Ruth Patricia Shellhorn, FASLA (1909–2006) was among the most important Southern California landscape architects of the post-war era. Shellhorn designed more than four hundred projects over the course of six decades. The most influential of these were the landscape designs she created for the new Bullock's department stores and Fashion Square shopping centers.These were modernist landscape designs, evoking a sun-soaked, leisurely lifestyle that came to epitomize the "Southern California look."[1][2][3]
With a focus on indoor/outdoor living, she incorporated topography and nature into urban settings to create landscapes in her designs for residences, retail, city and regional parks, universities, and colleges.[4][3][5]
The Los Angeles Times named her Woman of the Year for 1955.[6]
Her work on the Shoreline Development Study became a precedent for development along the California Coast.[7][8][3]
She designed Bullock's department store,[9] the Fashion Square shopping centers at Santa Ana, Sherman Oaks, La Habra and Del Amo in Torrance.[10] In 1955, she was hired by Walt Disney to create a comprehensive pedestrian circulation system for Disneyland, establishing central landscaping elements of the park.[7][10]
^Comras, Kelly (2015). "Ruth Patricia Shellhorn: Mid-century living in the Southern California landscape". Women, Modernity, and Landscape Architecture. London and New York: Routledge. pp. 165–184. ISBN978-0-415-74587-1.
^Comras, Kelly (2009). "Shellhorn, Ruth Patricia". Shaping the American Landscape. University of Virginia Press. pp. 317–320. ISBN978-0-8139-2789-3.
^ abcComras, Kelly (April 1, 2016). Ruth Shellhorn. Vol. Masters of Modern Landscape Design Series. Athens, GA: University of Georgia Press; Library of American Landscape History. ISBN978-0820349633.
^Cite error: The named reference Motika was invoked but never defined (see the help page).
^Kaplan, Wendy (2012). Introduction: Living a Modern Way. Cambridge: The MIT Press. p. 33.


(Problem details): Please write the listing below out again exactly, leaving every picture behind.
#####
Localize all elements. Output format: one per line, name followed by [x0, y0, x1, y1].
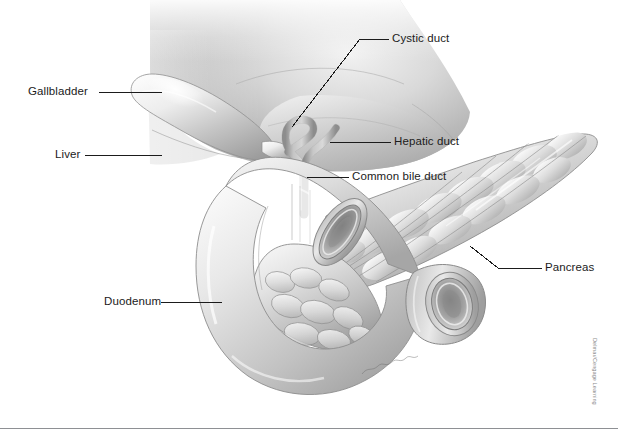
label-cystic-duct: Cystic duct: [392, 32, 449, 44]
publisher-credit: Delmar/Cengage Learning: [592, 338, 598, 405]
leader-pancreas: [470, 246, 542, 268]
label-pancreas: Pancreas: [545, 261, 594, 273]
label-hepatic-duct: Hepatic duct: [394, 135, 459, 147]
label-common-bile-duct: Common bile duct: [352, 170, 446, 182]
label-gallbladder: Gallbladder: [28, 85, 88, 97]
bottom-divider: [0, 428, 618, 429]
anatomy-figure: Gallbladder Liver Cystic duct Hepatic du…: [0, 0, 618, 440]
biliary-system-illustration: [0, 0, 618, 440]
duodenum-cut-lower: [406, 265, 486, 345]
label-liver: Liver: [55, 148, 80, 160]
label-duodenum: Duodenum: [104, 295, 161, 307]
#####
(Result):
Localize all elements. Output format: one per line, name followed by [x0, y0, x1, y1].
label-cystic-duct: Cystic duct: [392, 32, 449, 44]
publisher-credit: Delmar/Cengage Learning: [592, 338, 598, 405]
leader-pancreas: [470, 246, 542, 268]
label-pancreas: Pancreas: [545, 261, 594, 273]
label-hepatic-duct: Hepatic duct: [394, 135, 459, 147]
label-common-bile-duct: Common bile duct: [352, 170, 446, 182]
label-gallbladder: Gallbladder: [28, 85, 88, 97]
bottom-divider: [0, 428, 618, 429]
anatomy-figure: Gallbladder Liver Cystic duct Hepatic du…: [0, 0, 618, 440]
biliary-system-illustration: [0, 0, 618, 440]
duodenum-cut-lower: [406, 265, 486, 345]
label-liver: Liver: [55, 148, 80, 160]
label-duodenum: Duodenum: [104, 295, 161, 307]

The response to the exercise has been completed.